TEL AVIV, Israel — The recent attacks targeting Hezbollah members with exploding pagers and walkie-talkies in Lebanon may seem to be the stuff of spy novels, but the impact and implications of the complex operations blamed on Israel are very real. Lebanese officials said at least 30 people were killed and some 3,000 wounded by the explosions, and the chief of Hezbollah acknowledged Thursday that the Iran-backed militant group had taken a serious blow. The extent of Hezbollah's retaliation for what its leader, Hassan Nasrallah, called an Israeli declaration of war could determine whether there is an actual full-scale war between the two bitter foes.

While Israel has not claimed responsibility, the complex attacks appear to bear the fingerprints of the country's foreign intelligence agency. Below is a look at the Mossad's long, albeit partially unclaimed history of attacking Israel's enemies with everything from car bombs to malware. The deaths of numerous high-profile figures in the region have been attributed to Israel over the last two decades alone: Most recently, top Hezbollah military commander Fuad Shukr was killed in Beirut just hours before Hamas' longtime political chief Ismail Haniyeh was killed in Iran's capital on July 31.

The Hamas leader was killed in what Iranian officials called an Israeli "hit" in Tehran after he attended the funeral of the country's former president, who died in a helicopter crash. Few details of the targeted strike have ever been confirmed.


▶ _Exercise_: Which lines run from the one with "Lead me to person." through the end of the data? Retype them exactly, without pictures.
═══ Task material ═══
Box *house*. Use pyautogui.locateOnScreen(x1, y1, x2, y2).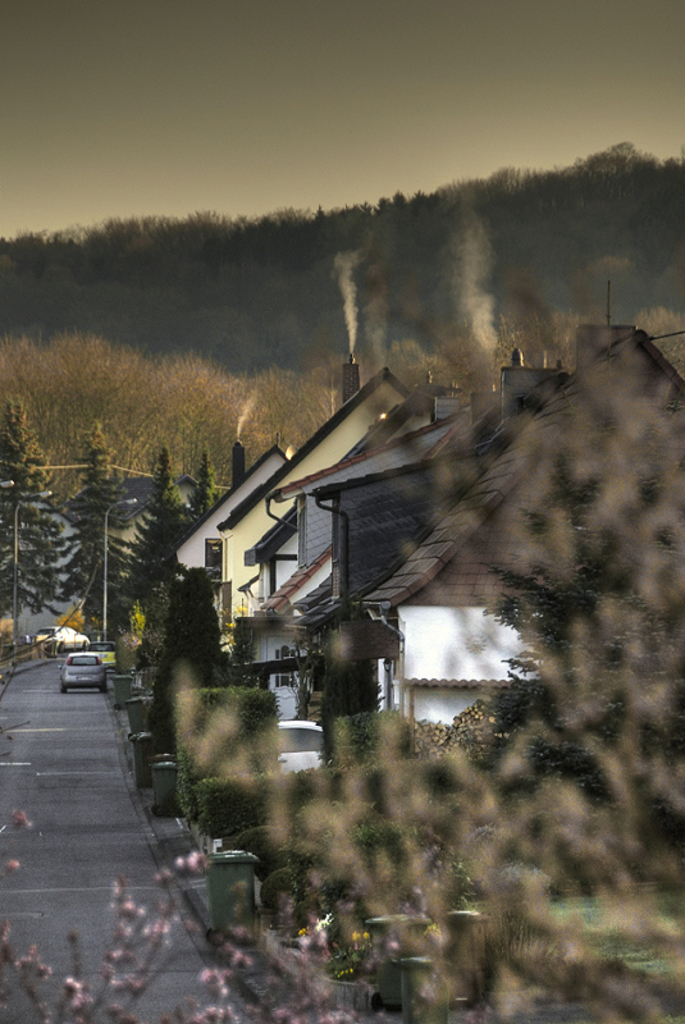
pyautogui.locateOnScreen(50, 476, 186, 595).
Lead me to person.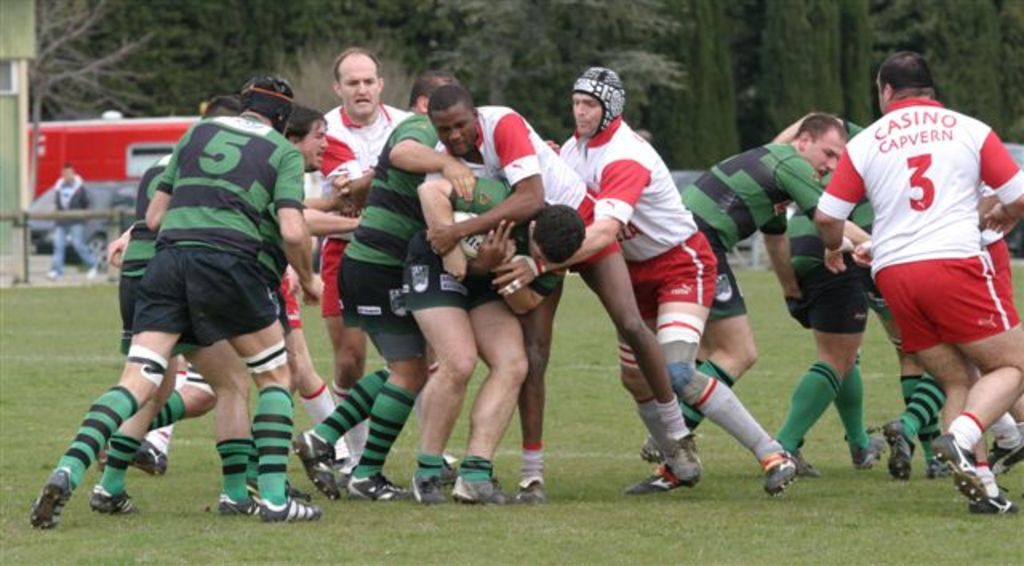
Lead to (x1=558, y1=67, x2=803, y2=497).
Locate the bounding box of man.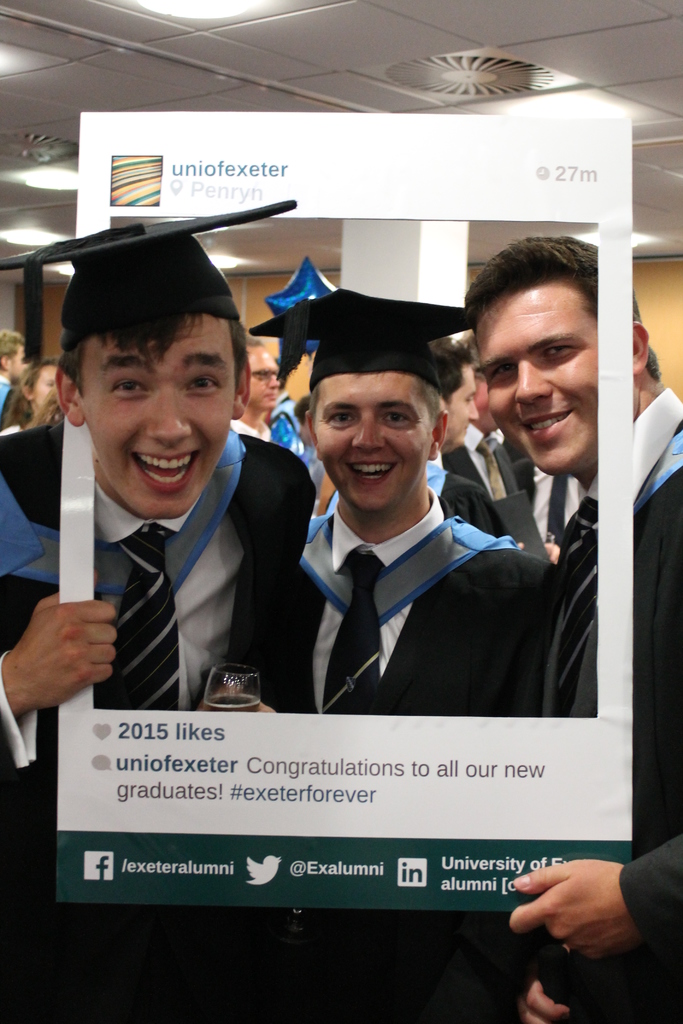
Bounding box: [left=463, top=231, right=682, bottom=1023].
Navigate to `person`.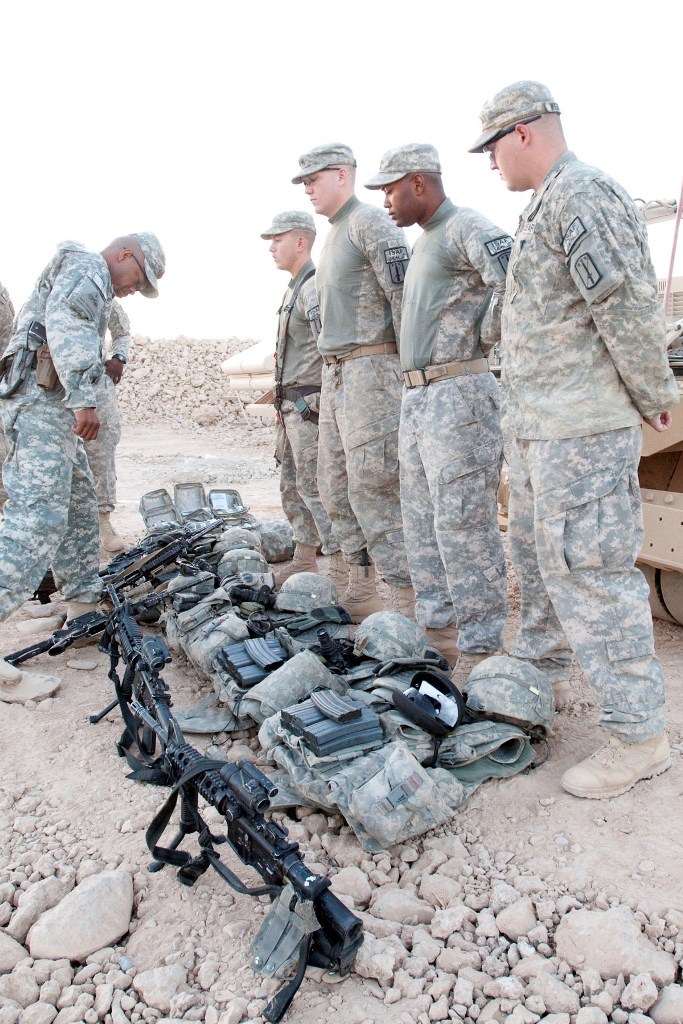
Navigation target: x1=283, y1=143, x2=412, y2=629.
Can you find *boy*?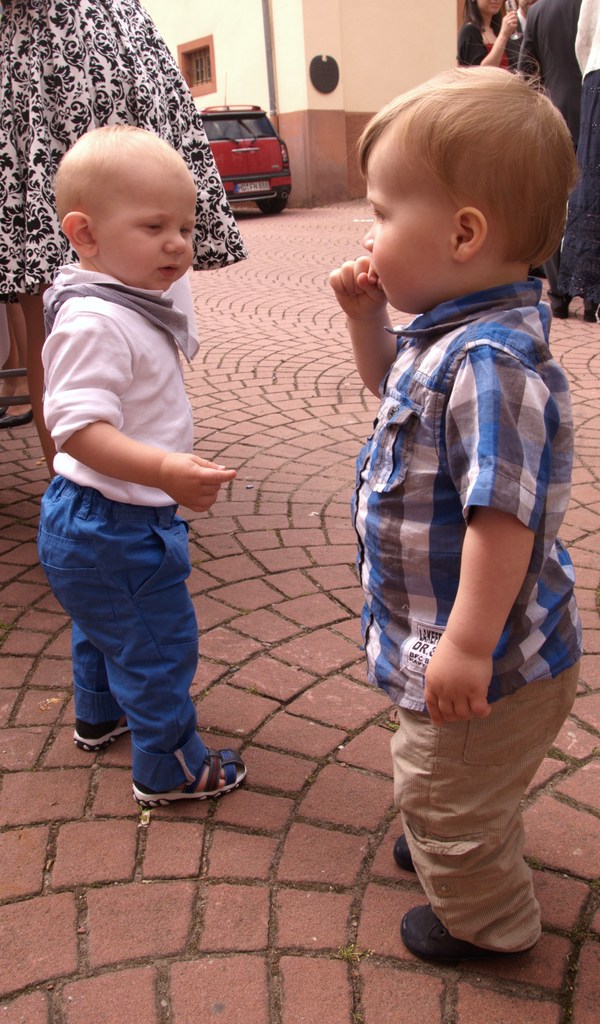
Yes, bounding box: region(328, 50, 583, 970).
═══
▶ _Response area_:
Lead me to person.
Lead to (x1=558, y1=67, x2=803, y2=497).
Locate the bounding box of man.
Bounding box: [left=463, top=231, right=682, bottom=1023].
Navigate to `person`.
Navigation target: x1=283, y1=143, x2=412, y2=629.
Can you find *boy*?
Yes, bounding box: region(328, 50, 583, 970).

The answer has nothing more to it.